Highlights: Fossilised lives!
We take issue with the ‘Anthropocene’ claim that the threat of collective extinction might relativise intra-human injustices. We approach the debate from the vantage point of the already extinct: Palestinian refugees and their ecologies. Settler colonial projects involve the expulsion of indigenous populations, and a re-drawing of the very distinction between human and non-human. The unruly and unpredictable work of indigenous nature produces novel political claims and visions.

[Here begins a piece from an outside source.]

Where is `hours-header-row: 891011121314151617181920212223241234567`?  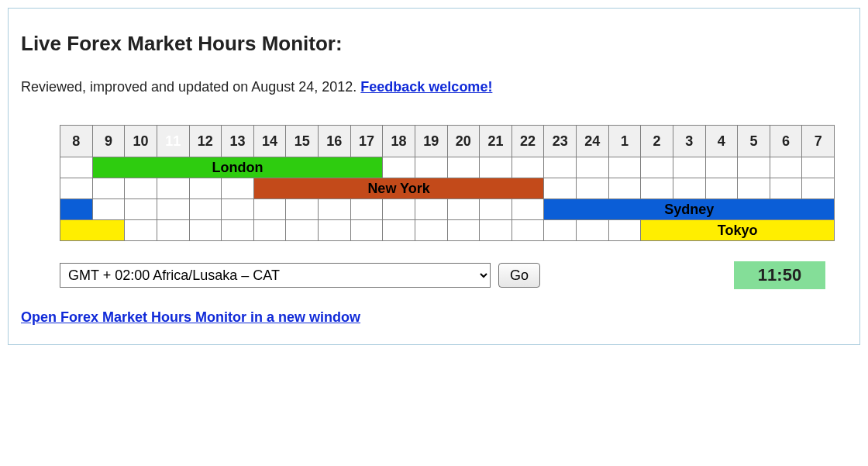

Power and intra-human divisions are at the core of how ontological distinctions between ‘Nature’ and ‘Humans’ come into being.
Footnotes
Acknowledgements
A version of this article was presented by Olaf Corry at the workshop on Anthropocene Mobilities in Hamburg, June 2017. Drafts were also presented at the UCL Anthropology Seminar Series on 2 October 2019, at McGill University on 7 March 2019 and at the University of Edinburgh on 19 February 2019 by Ruba Salih. We would like to also thank Ilan Pappe’, Lori Allen, Maha Abdelrahman, Edward Simpson, Gabriele Von Bruck, David Mosse, Nikolaj Kornbech and the anonymous reviewers for extensive comments on this paper. The usual disclaimers apply.
Declaration of conflicting interests
The author(s) declared no potential conflicts of interest with respect to the research, authorship, and/or publication of this article.
Funding
The author(s) received no financial support for the research, authorship, and/or publication of this article.